There are many additional challenges and tensions that have not been included in
this analysis (see Finkelstein & Walker 2008; Hanstedt 2010). It is far too early to know
how the contradictions identified here will be resolved. While all eight universities in
Hong Kong have developed a GE curriculum, there are significant variations across
institutions in the specific courses and configuration of distribution requirements, as well
as how the courses will be organized and staffed. Further, success of the initiative may
depend upon the extent to which institutions are able to put in place the requisite
collateral infrastructure.

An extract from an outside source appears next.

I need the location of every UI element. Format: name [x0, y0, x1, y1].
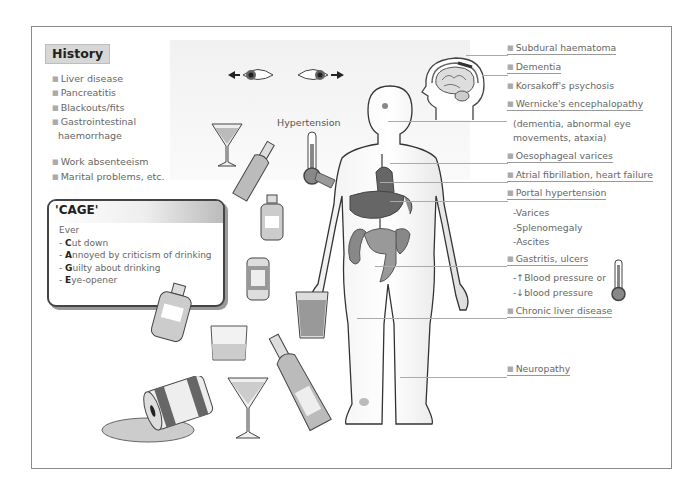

This includes first-year programming, learning communities, and
academic advising to support the needs of the students that will be entering the system in
2012. In a dialectical model of change, where new initiatives interface with existing
antithetical institutional practices and structures, the emerging synthesis is often
unpredictable and unintended. In this case of comprehensive organizational change, it is
likely that the synthesis will be a form of GE with Hong Kong characteristics.